Little Grandad just can’t stop gigging. The London alt-country band were in the middle of their first real time off since their first gig last July – a break enforced by their manager, mind you – during which they had jetted off on separate holidays, when they got a call offering them a last-minute cancellation slot at Open Air St. Gallen Festival in Switzerland. So now here they are, chatting to NME from an Airbnb in the Alpine town of Herisau.

“We said early doors we wanted to say yes to every gig ever,” says guitarist Ned Ashcroft. “That’s the ethos, yeah,” agrees Jack Lower, who plays bass and co-fronts the band with his younger brother Harry (the quartet is finished by drummer James Brennan). “Even this one – we were like, ‘We’re on holiday, but yes, we’ll all fly back for it.’” “We’ll travel far and wide just to play thirty minutes,” says Harry.

That dedication to graft has taken Little Grandad to “50 or 60” gigs so far this year, they reckon. “We’re gonna hit a hundred before September,” says Ashcroft. At the time of our conversation, they only have two songs out; a third, the sprawling ‘Babe, We’ve Run Out Of Time’ followed last night (July 7). Considering their first gig wasn’t even a year ago, there’s an unbelievable amount of buzz around them; they’ve been booked for festival after festival, played a Radio 6 live session at Maida Vale, and toured up and down the country. “We weren’t ever thinking that we’d end up in Switzerland within a year,” Jack says. “It wasn’t really supposed to be anything, and then we kinda were just like, ‘Oh, shit.’”
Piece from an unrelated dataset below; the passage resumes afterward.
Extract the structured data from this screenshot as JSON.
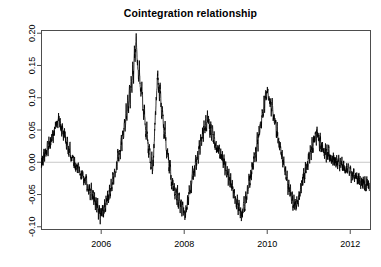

The genesis of Little Grandad came when Harry returned to the family home after finishing a business degree. He’d been quietly writing songs since lockdown, and no longer had any desire to do anything with his degree; the envelope containing his final certificate is still unopened somewhere in his bedroom.

“[Not opening it] was kind of a principle, ‘cause when I finished the degree I was already heading in the direction of music,” he says. “It’s like, the day that he needs it is a sad day,” adds Jack, who had also moved home around the same time after a breakup. The brothers had been pretty different growing up and weren’t particularly close, but once under the same roof again, they started going to gigs together and developed a shared music taste for the first time, worshipping the trifecta of Bob Dylan, Leonard Cohen and Neil Young.

The brothers, their friend Brennan, and Ashcroft, whom they had only recently met, began messing around in a rehearsal room once a week at the beginning of last year. None of them had been in a band before. “I couldn’t even play an instrument,” Jack says. “Ned was like, ‘We’re not getting another member, you’re gonna have to learn bass.’” Nor had Ashcroft, who started in orchestral music, really played electric guitar before. “I didn’t actually own a guitar ’til like, a month ago,” he says. “I’m still paying off my bass on Klarna,” Jack adds.

And yet, as you’ll know if you’ve caught them live or watched one of the many videos circulating of their set, they’re really, really good. You can put it down to Harry and Ashcroft’s heartfelt songwriting, their powerful, passionate live performances, or the tightness they’ve honed over the hundred-and-something gigs they’ve played; whatever it is, they win people over. Early on, they immediately made a crucial fan in Radio 6 DJ Steve Lamacq.

“I think he saw us once and then he saw us four times that week,” Jack says. “He’d follow us round the country – we’d be in Brighton, and Steve would be there.” They had no music out when he asked them to do a live session for his show. “He was like, ‘No one’s ever done it without music [released] before, but I feel like you can do it.’”

“The song is the most important thing. Glamming it up with too many solos isn’t our thing” – Jack Lower

You can’t talk about Little Grandad’s success without mentioning the growing wave of British Americana bands popping up around the country. The likes of Westside Cowboy, Divorce and Brown Horse (the former two of which have graced NME’s Cover) have also broken out with sounds inspired by alt-country greats like Wilco and Silver Jews. What’s going on there, we ask?

“I’m convinced it’s escapism,” Jack says. “When [people] listen to that [they’re] not in the UK – which for much of the year can be a bit depressing.” Do they worry about getting lost in the churn? “No, I think everyone pushes each other,” says Jack. “[And] it doesn’t feel like people are copying; it feels like everyone found their own route to get there. Everyone’s doing a slightly different stamp on it.

“I think there is just a wider movement towards songs again. It’s like, we wanna tell you a story through this song, and that’s gonna be done with guitars,” he continues. “At the very start we were like, ‘We want to serve the song.’ That’s the most important thing, and glamming it up with too many solos and stuff around it, that’s not our thing.”

With a characteristic eagerness, the band are already working on their first album. “We were like, we’re gonna skip the EP – let’s go for the album,” Jack says. Yet they’re aware they’re still learning how to be a band, and really, they’re still getting to know each other. “Even me and Jack are still fairly new to being friends,” Harry points out. “It’s gonna be interesting in a couple years’ time, ‘cause it’ll be further developed and [we’ll] feel even more comfortable.”

Besides that, the long-term goal, as you might imagine, is more gigs. “I wanna be gigging this much when I’m in my forties,” says Harry. “We want like, the Bob Dylan Never Ending Tour vibe,” Jack adds. “You don’t stop; people still wanna sing the songs with you when you can barely sing them yourself. That is the ultimate aim. There is no other way.”

Little Grandad’s ‘Babe, We’ve Run Out Of Time’ is out now via Communion.